But there is an upside too. Most human lives are utterly mundane, devoid of any real uniqueness. The average person somnambulates
through an existence devoted to filling the roles expected of them.
But to be a transsexual is a magical, wondrous thing.
Consider. We are given many gifts in compensation for the terrible loss of our childhood as ourselves, and for the pain we endure.
We are by some as yet unknown mechanism statistically far more intelligent, as a class, than perhaps any other kind of people. We are
almost universally more creative, and we often possess incredible levels of courage and self determination, demonstrated by our very
survival and ultimate attainment of our goals. We are rare as miracles, and in our own way as magical, or so has been the belief of all
ancient cultures on the earth.
We are given awareness that others would never experience. Understanding of gender, of the human condition, of society and the roles and
hidden rules unquestioned within it. We are given a window into the lives of both sexes, and cannot help but be, to some degree, beyond
either.
From this, we have a rare opportunity: to choose our own life, outside predetermined and unquestioned definition or role. We can do new
things, original things, only because our experience is so unique.
We get to be true shape shifters, and experience the sheer wonder of melty-wax flesh and a real rebirth into the world. Our brains and
bodies gain benefit from having been bathed in and altered by the hormones of both sexes.
We appear to retain our visible youthfulness where others wrinkle, and for years longer. We possess neural advantages from both sexes,
such as the language advantages of the feminised brain, and the spatial abilities of the masculinised brain both.
We are shocked into waking up, if we allow it, to a life we create for ourselves ... we are not automatically doomed to sleepwalk
through life.
After our transformations, after the full-moon lycanthropic miracle that the modern age affords us, we can live lives of success and
love, and genuine specialness, if we choose. If we can get past our upbringing, past the programming, the bigotry, the messages of disgust
from the culture around us, if we can stand as ourselves in freedom, then our special gifts grant us a heritage of wondrous power.
We have a proud and marvellous history. In ancient days we were magic incarnate. We were Nadle, Winkte, Two-Souls, Shamans and Healers
and Magical beings to our communities. We possessed the ability to give the blessings of the gods and spirits, and were prized as
companions, lovers, and teachers.
We were the prize gift of ancient tribes, entertainers, designers and dreamers. Sometimes we were the somewhat reluctant rulers of
empires, and the consorts of emperors.

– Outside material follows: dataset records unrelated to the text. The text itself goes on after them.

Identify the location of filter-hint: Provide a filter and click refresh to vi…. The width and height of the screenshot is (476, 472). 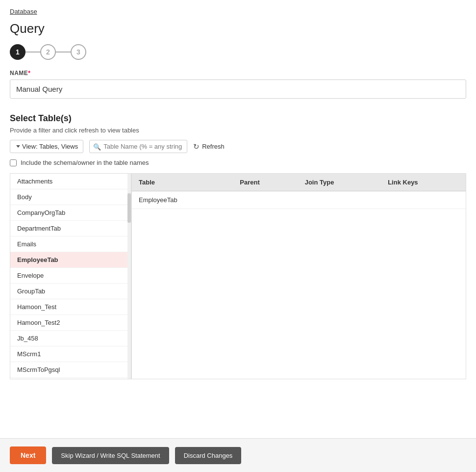
(238, 133).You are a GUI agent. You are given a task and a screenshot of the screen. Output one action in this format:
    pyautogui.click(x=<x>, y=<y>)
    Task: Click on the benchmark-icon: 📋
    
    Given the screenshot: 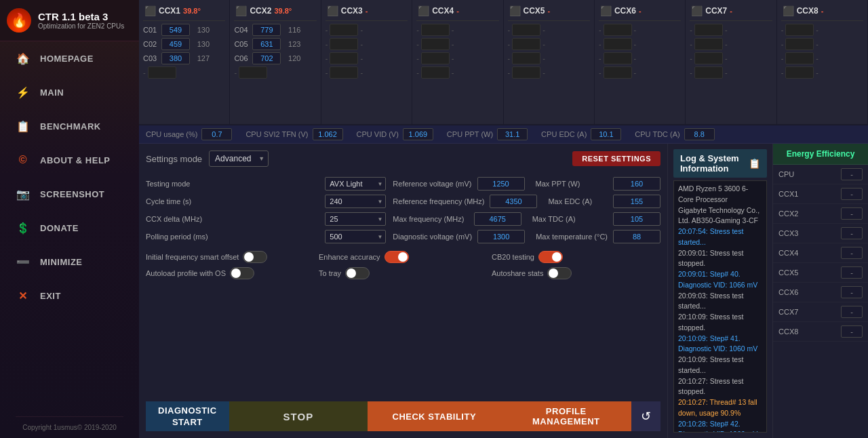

We were champions and warriors too, who were feared for our unique gifts turned to inevitable
victory.
Know that it is only in recent centuries, with the rise of the single minded, monolithic and monotheistic desert religions, filled with
harsh single gods and twisted, narrow morals, that our kind have become reviled, the objects of scorn. Once, we were the kin of the
gods.
To be transsexual is not easy, and it is not a birth that could be envied, but neither is it a damnation. It was once considered a rare
wonder, if a mixed one; a faery gift that cuts as it blesses. And in the modern age, of hormones and surgery, we are the first generations
of our kind of finally know the joy of complete transformation, of truly gaining our rightful bodies. No other transsexuals in history have
been so fortunate.
I say that we are unicorns, rare and wondrous, with still a touch of ancient magic and the kinship of the gods. Though it is agony,
beyond the fire we have the opportunity to become alchemic gold.
We have much to add to the world, and to give ourselves and those who love us.
We have always been, we are still the prize of the tribe, for only the world around us has changed, the desert harshness branding us
vile. We are still the same.
Our compensations are real, and our lives are special; we have but to grasp the gifts born of our sufferings.
When I look around me at the mundane lives, there are times I think that maybe I am glad I was born transsexual, for I would never have
been what I have become without that curse. I cannot help but be grateful for my uniqueness, so I am bought to a strange revelation: Deep
down I cherish having been born a transsexual.
Be a unicorn with me, and cherish it too.